Discuss the living conditions of the Younger family.
The living conditions of the Younger family are central to Lorraine Hansberry's A Raisin in the Sun, for the cramped, worn apartment in which they exist is both the visible sign of their poverty and the pressure that shapes every dream and quarrel in the play.
A small, overcrowded flat. The Youngers, five people spanning three generations, are squeezed into a tiny apartment on the South Side of Chicago. Mama and Beneatha share one bedroom, Walter and Ruth another, and young Travis has no room of his own at all; he sleeps on a make-down bed on the living-room couch. The space is far too small for the number of people it holds.
Shabby, ageing furniture. Hansberry's stage directions stress that the furnishings, once chosen with care and hope, are now tired and overworked. The upholstery is faded, a doily and covers hide the wear, and the whole room speaks of a family that has struggled for years and seen its hopes dulled by "a small area of living" that gives nothing back.
Shared facilities and lack of privacy. The family shares a bathroom down the hall with other tenants, so that the morning routine is a scramble to reach it first. The single window admits only a little light, and Ruth must battle roaches. There is no privacy for anyone, which sharpens the friction between Walter and Ruth and between the generations.
Effect on the family. These conditions are not merely a background; they are a cause of tension. Walter's frustration and sense of failed manhood, Ruth's weariness (and her anguished thought of ending her pregnancy), and the family's fierce longing for the new house all grow directly out of this suffocating environment. The apartment embodies the "dream deferred" of poor black families in mid-century America.
Conclusion. The living conditions of the Youngers, overcrowded, worn and lacking in privacy, dramatise the family's poverty and the racial and economic barriers they face. It is precisely the wretchedness of this home that makes Mama's purchase of a house, and the family's determination to claim it, so powerful at the play's end.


WORK REQUEST —
From the line that contains "Seek traffic sign." down to the final line below, please repeat each line exactly and nothing more, with no pictures.
**** DATA SHOWN
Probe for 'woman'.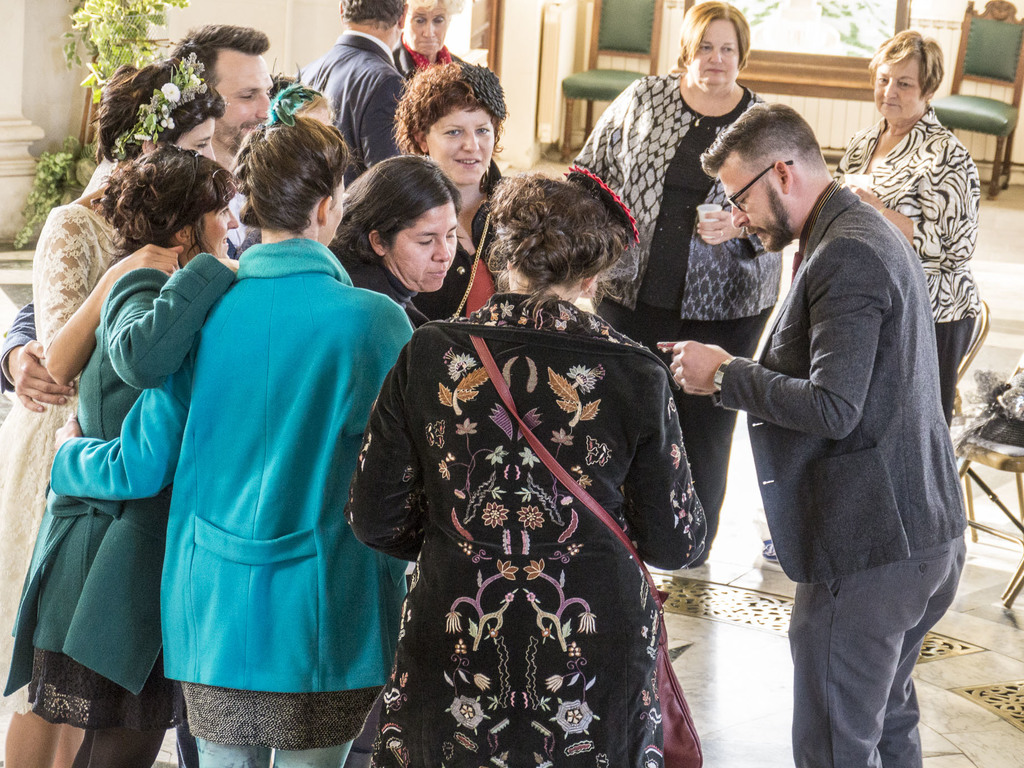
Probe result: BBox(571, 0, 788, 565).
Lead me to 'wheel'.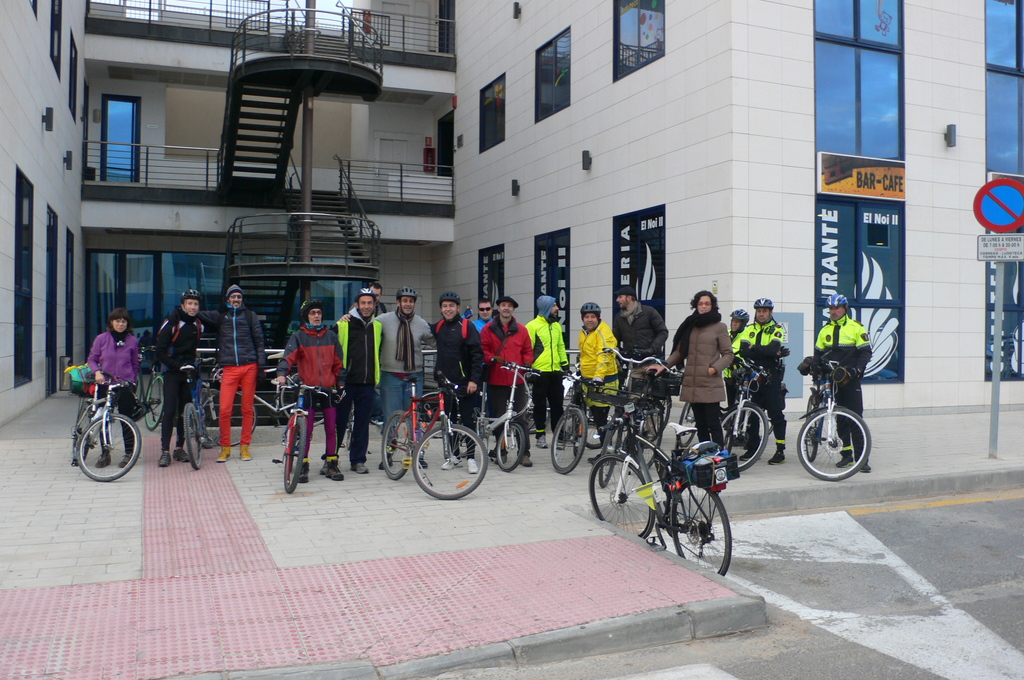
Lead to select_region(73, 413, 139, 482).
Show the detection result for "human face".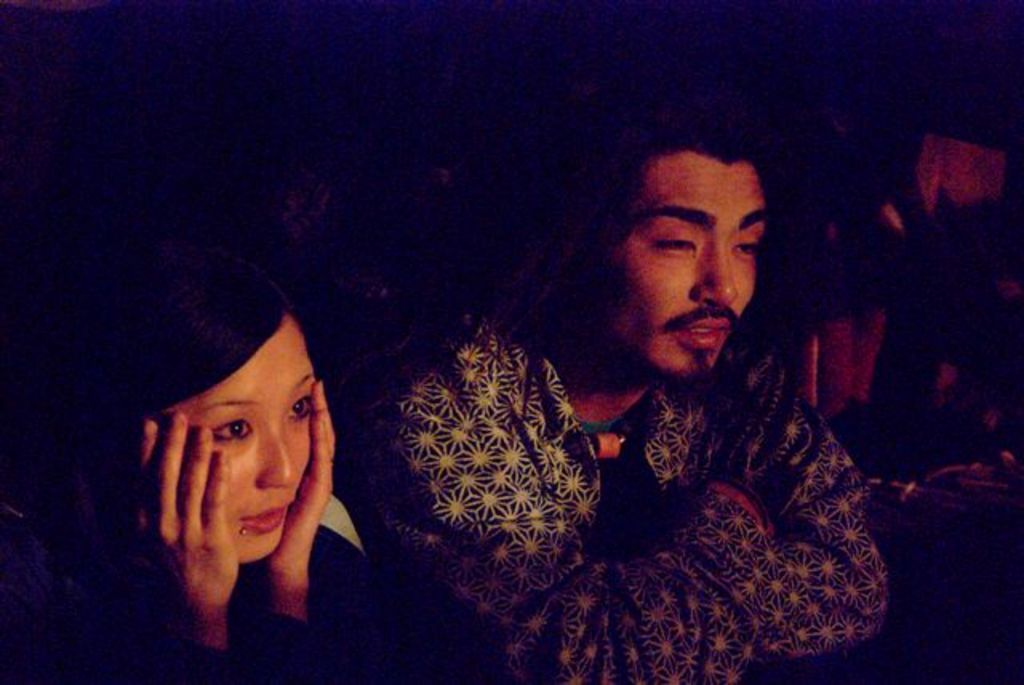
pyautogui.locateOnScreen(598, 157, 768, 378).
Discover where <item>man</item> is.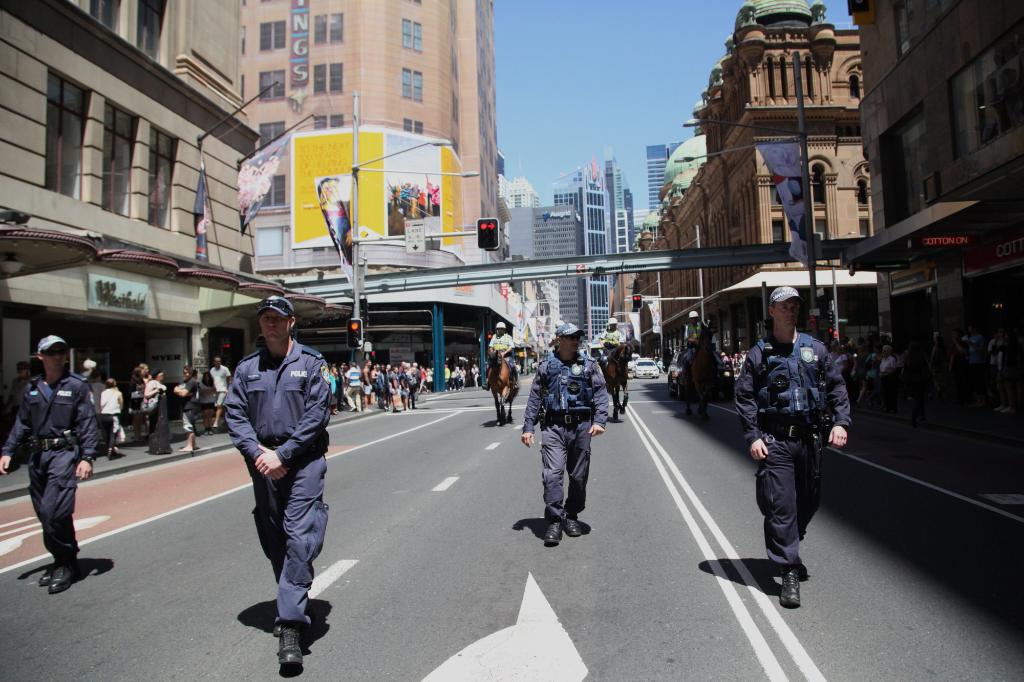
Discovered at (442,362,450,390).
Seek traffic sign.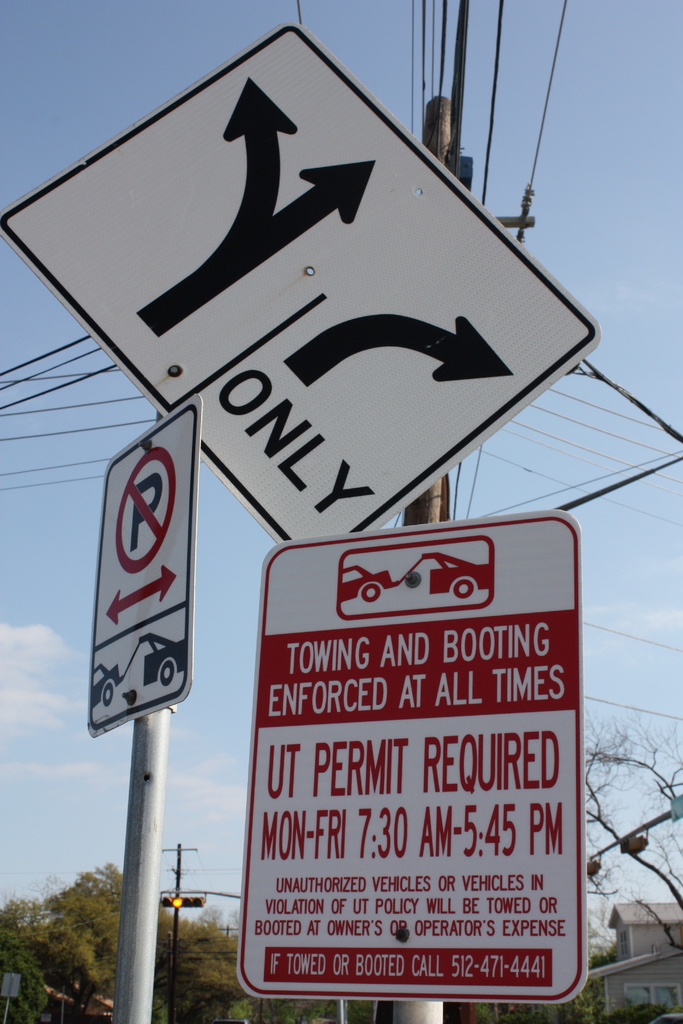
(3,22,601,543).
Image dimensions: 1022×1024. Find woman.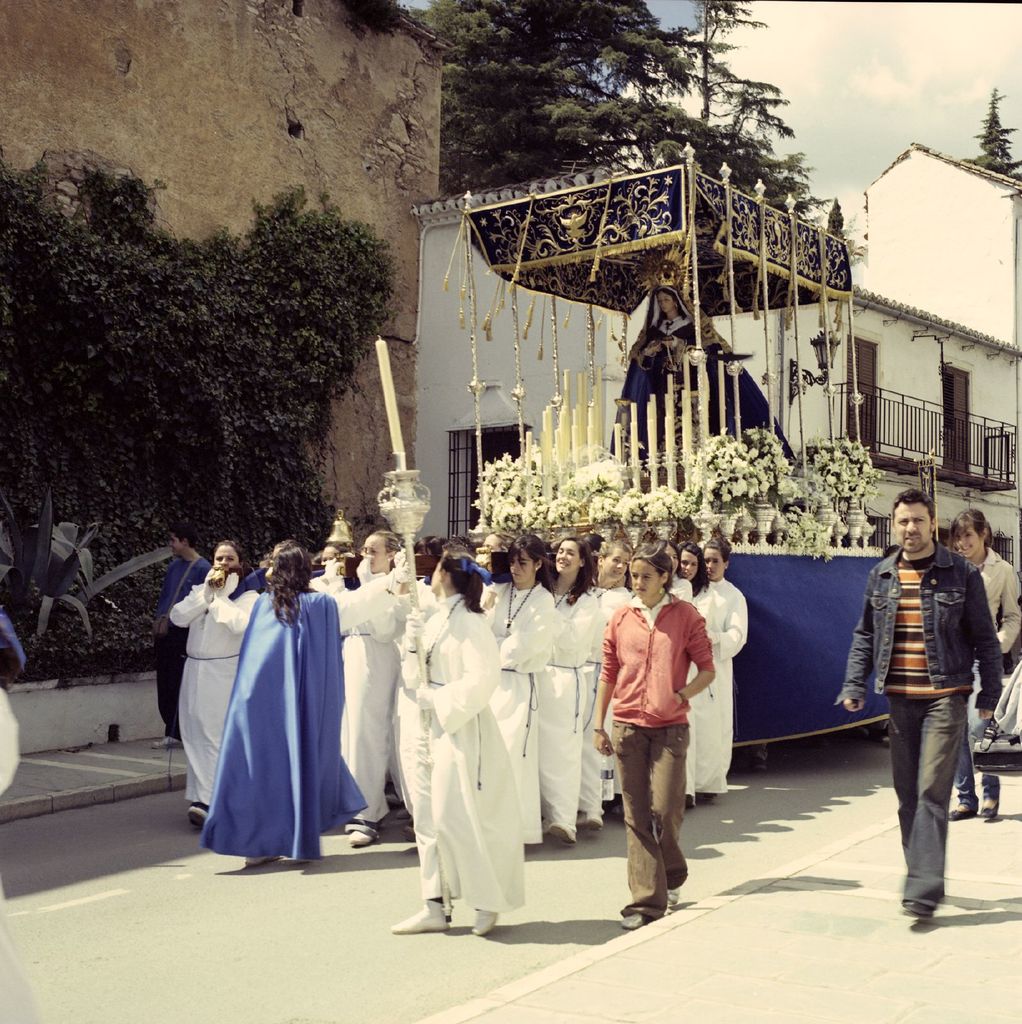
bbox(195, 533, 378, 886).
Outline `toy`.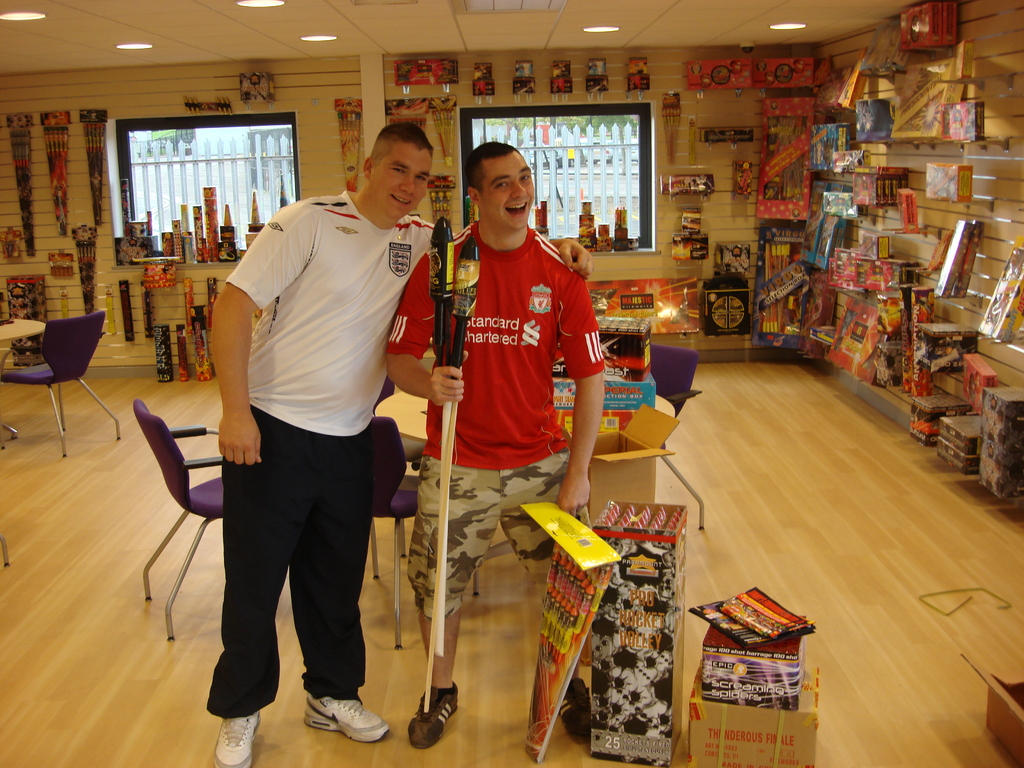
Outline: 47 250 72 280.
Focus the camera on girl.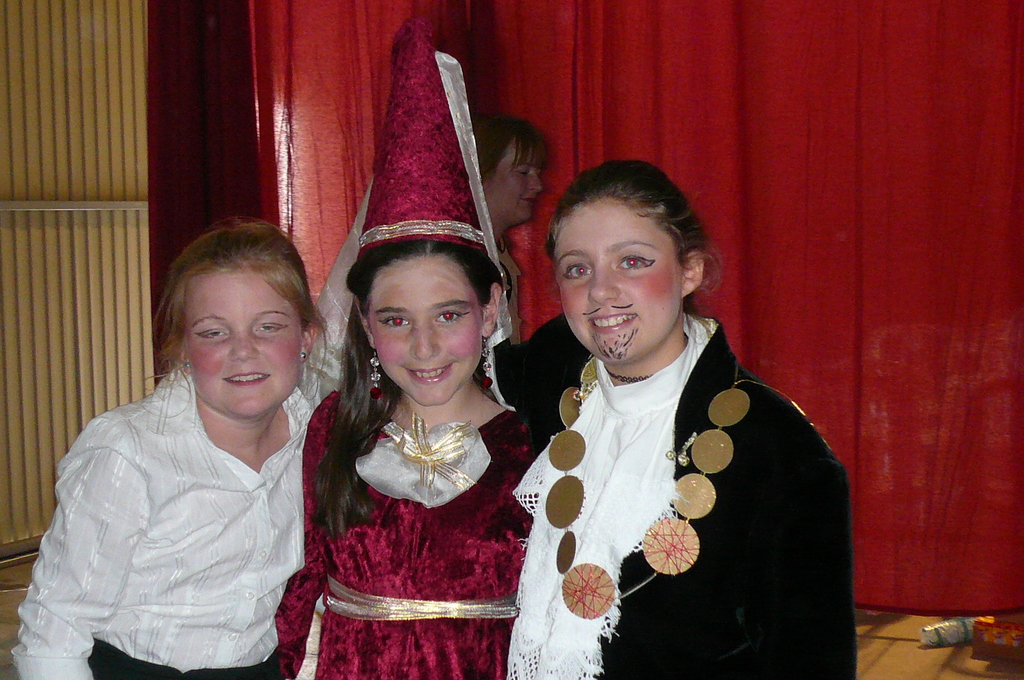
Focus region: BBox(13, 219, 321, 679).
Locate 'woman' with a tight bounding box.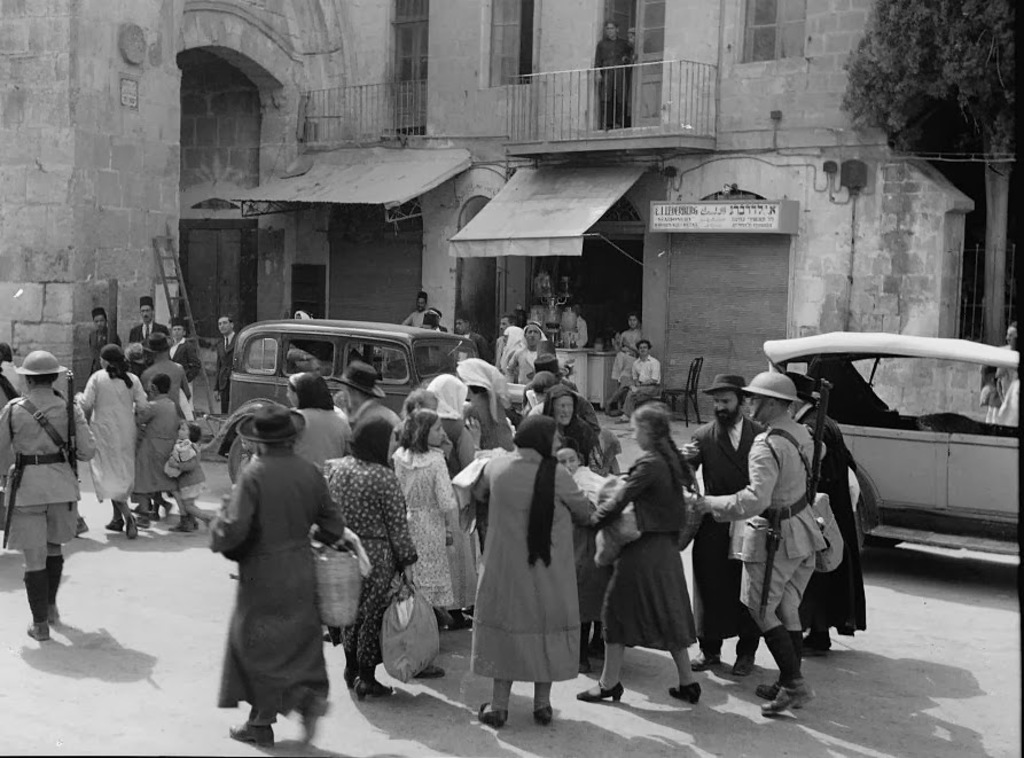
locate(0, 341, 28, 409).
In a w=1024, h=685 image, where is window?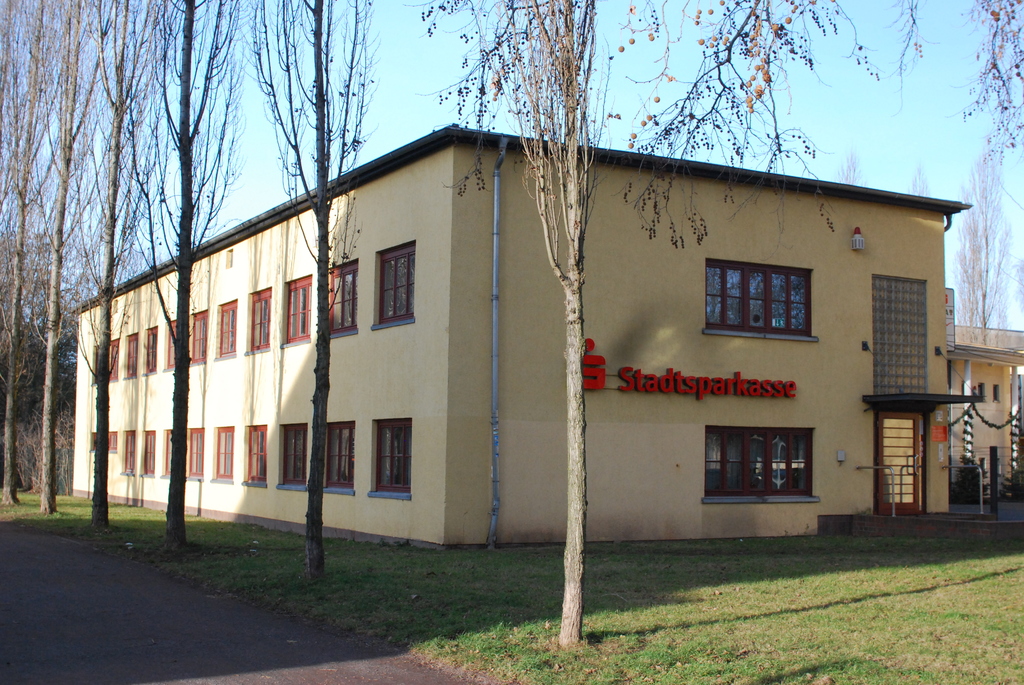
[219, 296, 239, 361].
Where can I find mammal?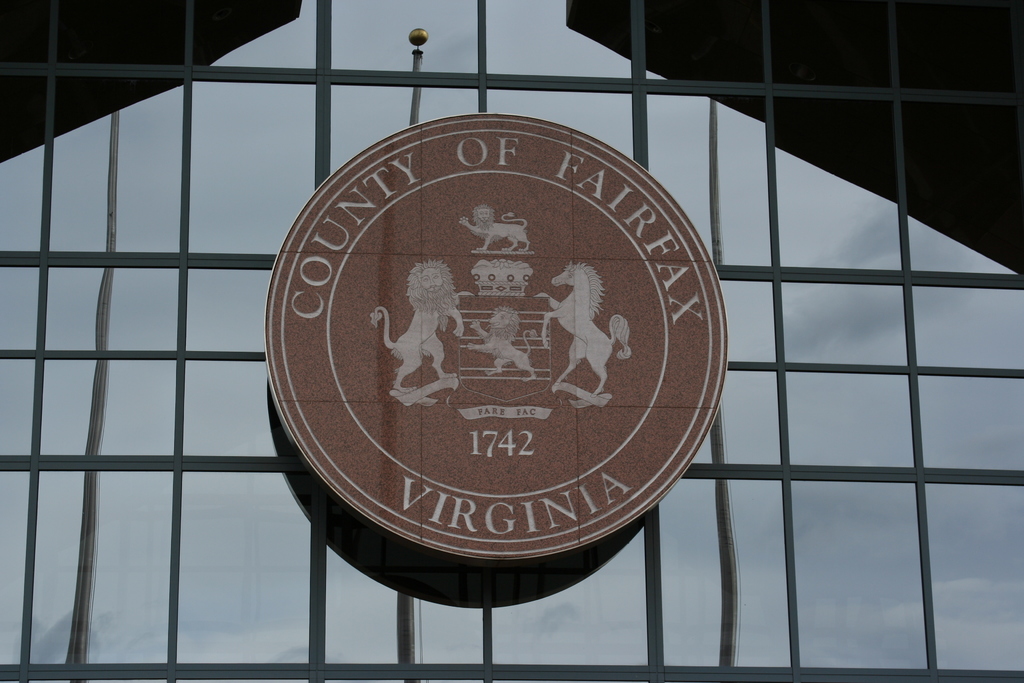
********
SOLUTION FOR THIS PROBLEM —
Seek traffic sign.
(3,22,601,543).
Image dimensions: 1022×1024. Find woman.
bbox(195, 533, 378, 886).
Outline `toy`.
Outline: 47 250 72 280.
Focus the camera on girl.
Focus region: BBox(13, 219, 321, 679).
Locate 'woman' with a tight bounding box.
locate(0, 341, 28, 409).
In a w=1024, h=685 image, where is window?
[219, 296, 239, 361].
Where can I find mammal?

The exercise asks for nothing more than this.